Tagged: humanity

Prison.

I knew this would happen upon my return to Montreal. A lack of material. However, a few new things have cropped up. Last week, I started a Prison Visit program called Building Bridges. It’s organized by Concordia University’s Multi-Faith Chaplaincy and it’s been very interesting thus far. We’re a group of about 12 students visiting the medium-security prison Leclerc Prison in Laval, Quebec.

I must admit I was preparing myself for something much more daunting. The prison is surrounded by two fences with barbed wire on the top. It sits next to two other prisons, low and high security. There’s a hockey rink, tennis courts, a large inner courtyard, austere (but not overtly so) cement walls and floors. It was actually quite beautiful driving up: a big pink sun sinking in the skyline and streaking over the prison grounds.

We were buzzed through several different gates and into a waiting room.
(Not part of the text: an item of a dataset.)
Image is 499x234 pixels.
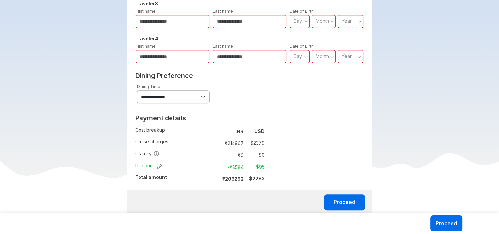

Once we were all scanned through (drug tests and all), we headed into the prison chaplain. We were greeted by a few different inmates, who shook our hands pleasantly. Conversation was easy and started right away; we did a series of ice-breaking experiments and lining up topics of conversation for the following weeks. Everyone was very nice; a few rugged looking guys (it’s an all male prison), one or two younger guys.

While in the prison, I didn’t actually process what these people might have been through or committed to be in their situation. It was only after, as we were leaving, that one of the organizers mentioned that homicide is one of the top crimes committed by inmates in the prison. It was hard to reconcile the fact that I might have talked to someone who took another human being’s life. While I was and am fully equipped to respect whoever I meet in our visits, I can’t believe that such normal people could have done something so atrocious. On the other hand, there is no stereotype of the typical murderer.

Also, it becomes obvious, quickly, that falling off the "good" wagon is easy; breaking cultural and social norms that guide our lives is not difficult. It was a bit disconcerting to think of how quickly a series of events might land you in such a bad spot (whether they were inevitable or self-induced). I guess, in summary, our existence is incredibly fragile – not just our mortality, but our standing amongst other human beings.

This is a good article. A little out of date: Escaping Prison.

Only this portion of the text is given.